Climate Change, Statelessness, and Digital Sovereignty
Safeguarding Island Nationhood
Abstract
As climate change accelerates the existential threat facing Small Island Developing States (SIDS), the case of Tuvalu represents a profound legal and moral challenge to international law. Tuvalu has pledged to maintain its sovereignty “in perpetuity,” even if rising seas render its territory uninhabitable. This research interrogates a central question: How can international law accommodate a state’s sovereign continuity in the absence of physical territory, and what transformative legal frameworks are necessary to support post-territorial statehood in climate-vulnerable contexts? This inquiry situates Tuvalu’s constitutional commitment to sovereignty within broader debates on climate justice, environmental displacement, and the postcolonial dimensions of international law.

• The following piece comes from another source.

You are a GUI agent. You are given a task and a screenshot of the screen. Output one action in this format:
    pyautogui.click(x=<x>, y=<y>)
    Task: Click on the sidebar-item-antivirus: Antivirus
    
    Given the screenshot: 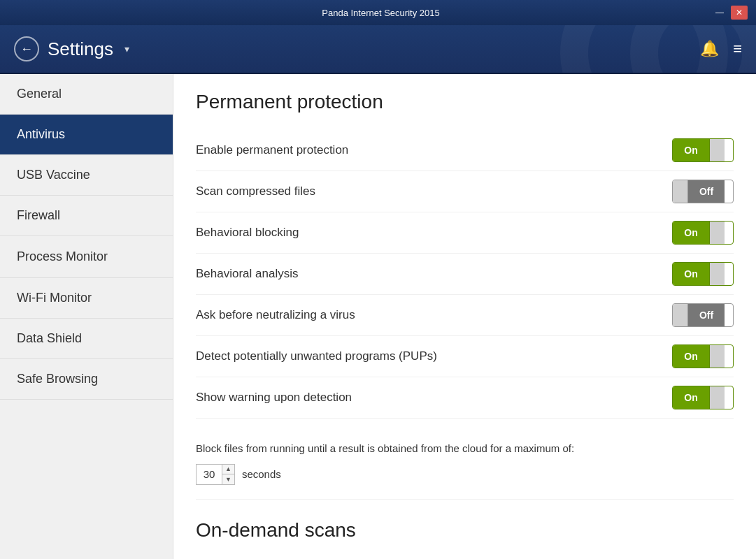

This paper explores how climate-induced statelessness reveals structural inequities embedded in doctrines of statehood, territorial integrity, and recognition. The paper draws upon relevant international legal instruments, including the 1933 Montevideo Convention, the United Nations Convention on the Law of the Sea (UNCLOS), the Paris Agreement, and emerging jurisprudence from the International Court of Justice (ICJ), particularly the 2023 advisory opinion proceedings initiated by Vanuatu. The research also critically examines Tuvalu’s Future Now Project, a pioneering initiative that seeks to preserve Tuvalu’s cultural, legal, and governmental identity through a digitised state apparatus hosted on cloud infrastructure. This novel strategy challenges traditional understandings of sovereignty, legal personality, and state continuity. In doing so, it introduces the concept of “digital sovereignty” as both a technological and legal innovation aimed at resisting erasure in an international system slow to adapt to ecological collapse. Furthermore, the paper considers the decolonial implications of Tuvalu’s stance.